Since the data can grow like 15 MB * 60 sec * 60 min = 54000MB/h I need almost 50 GB space to keep the data and make the operations fast enough for both the writer and the readers. Bu the thing is we cannot keep that size data on cache or RAM so it must be in a Hard drive like SSD (HDD would be too slow for that kind of operation)

Up to now what I’ve been thinking is, to make a circular buffer (since I can calculate the max size) directly implemented to an SSD, which I couldn’t find a suitable example up to now and I don’t know if it is possible or not either, or to implement some kind of mapping mechanism that one circular array will be available in the RAM that just keeps the timestamps of the data and physical address of the memory for searching the data which is available on the hard drive. So at least the search operations would be faster I guess.

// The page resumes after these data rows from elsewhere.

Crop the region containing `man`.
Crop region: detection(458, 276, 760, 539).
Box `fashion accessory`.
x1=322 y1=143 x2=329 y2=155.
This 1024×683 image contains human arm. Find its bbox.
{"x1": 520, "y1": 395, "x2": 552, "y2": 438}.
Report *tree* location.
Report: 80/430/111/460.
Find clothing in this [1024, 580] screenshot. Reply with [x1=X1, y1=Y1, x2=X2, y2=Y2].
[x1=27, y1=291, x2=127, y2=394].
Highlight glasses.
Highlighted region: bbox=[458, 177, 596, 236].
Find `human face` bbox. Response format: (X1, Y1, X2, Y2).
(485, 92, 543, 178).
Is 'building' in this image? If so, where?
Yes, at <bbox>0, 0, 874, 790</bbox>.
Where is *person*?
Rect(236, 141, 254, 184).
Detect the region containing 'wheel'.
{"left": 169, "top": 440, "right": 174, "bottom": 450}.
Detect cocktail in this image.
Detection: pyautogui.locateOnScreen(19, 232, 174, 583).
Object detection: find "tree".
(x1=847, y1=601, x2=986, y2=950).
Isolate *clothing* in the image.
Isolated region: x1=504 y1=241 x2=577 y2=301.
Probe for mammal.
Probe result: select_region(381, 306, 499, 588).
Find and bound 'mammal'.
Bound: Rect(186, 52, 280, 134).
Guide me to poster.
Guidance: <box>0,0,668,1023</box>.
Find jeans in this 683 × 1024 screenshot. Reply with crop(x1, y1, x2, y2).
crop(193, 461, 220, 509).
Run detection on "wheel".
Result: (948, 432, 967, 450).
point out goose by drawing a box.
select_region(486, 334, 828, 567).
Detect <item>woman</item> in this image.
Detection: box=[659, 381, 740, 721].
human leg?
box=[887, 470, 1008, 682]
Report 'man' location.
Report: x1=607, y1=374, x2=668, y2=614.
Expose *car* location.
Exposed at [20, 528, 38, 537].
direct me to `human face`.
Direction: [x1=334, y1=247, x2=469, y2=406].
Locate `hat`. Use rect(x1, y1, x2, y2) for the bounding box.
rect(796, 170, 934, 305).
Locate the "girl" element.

Since any kind of lock, mutex or semaphore will slow down the operations (especially write is critical we cannot loose data because of any read operation) I don’t want to use them. I know there are some shared locks available but I think again they have some drawbacks. Is there any way/idea to implement such kind of system with lock free, wait free and thread safe as well? Any Data structure (container), pattern, example code/project or other kind of suggestions will be highly appreciated, thank you…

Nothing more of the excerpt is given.